* [Data excerpts]:
::::::::::
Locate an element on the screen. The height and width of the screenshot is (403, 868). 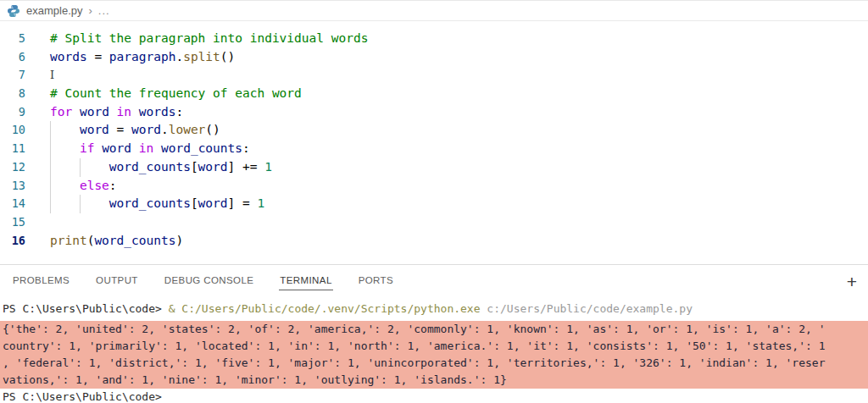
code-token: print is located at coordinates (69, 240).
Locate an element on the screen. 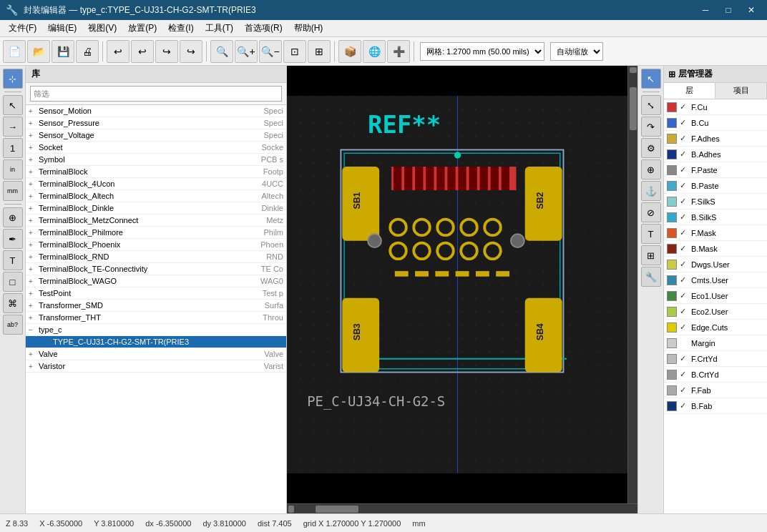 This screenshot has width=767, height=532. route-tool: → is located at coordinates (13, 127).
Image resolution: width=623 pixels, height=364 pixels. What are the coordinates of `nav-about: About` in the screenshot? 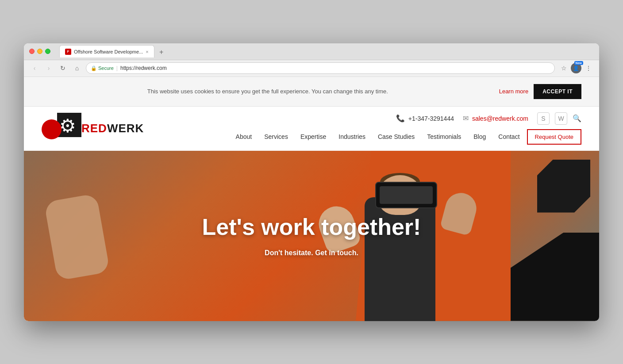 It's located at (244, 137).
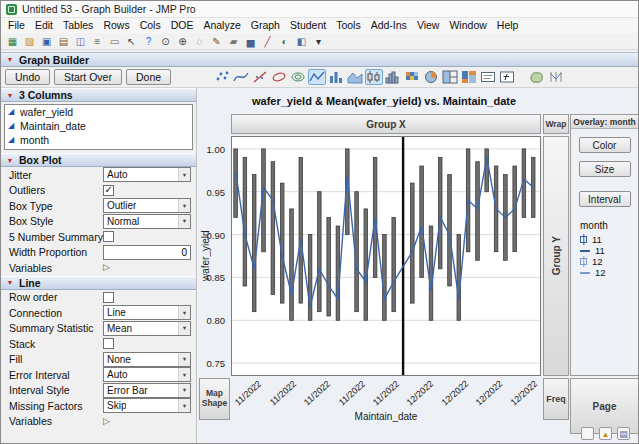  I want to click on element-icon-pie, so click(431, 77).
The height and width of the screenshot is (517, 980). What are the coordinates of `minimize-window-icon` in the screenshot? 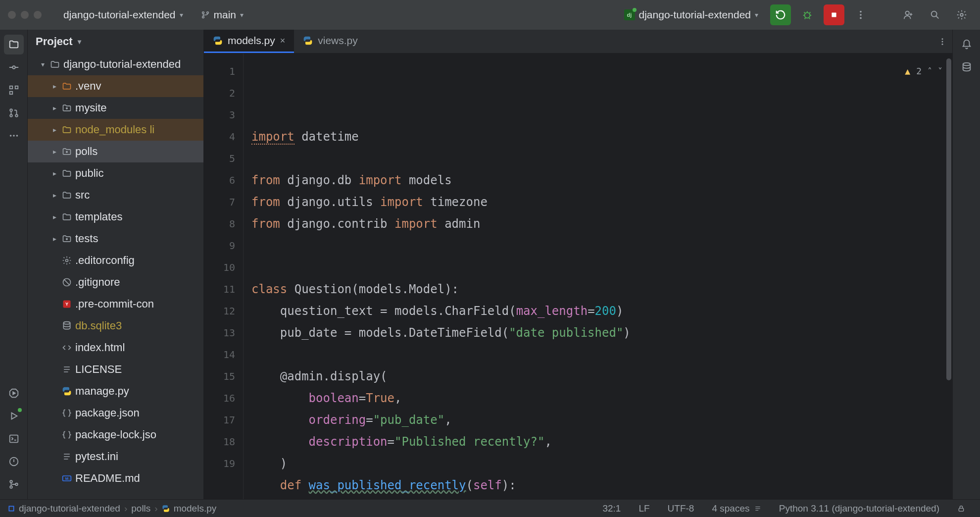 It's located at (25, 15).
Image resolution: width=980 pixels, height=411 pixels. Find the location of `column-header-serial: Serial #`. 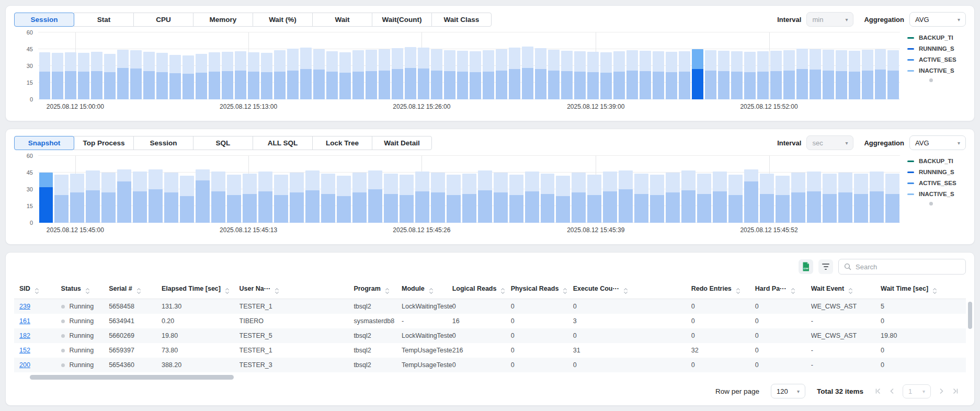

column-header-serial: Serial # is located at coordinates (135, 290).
::::::::::
* [Work request]: Lines from the one holding "Image resolution: width=980" down to the last line of the entries above must be retyped exactly, inclusive of both, with no pictures and nothing else.

* [Task result]:
Image resolution: width=980 pixels, height=411 pixels. Find the location of `column-header-serial: Serial #`. 

column-header-serial: Serial # is located at coordinates (135, 290).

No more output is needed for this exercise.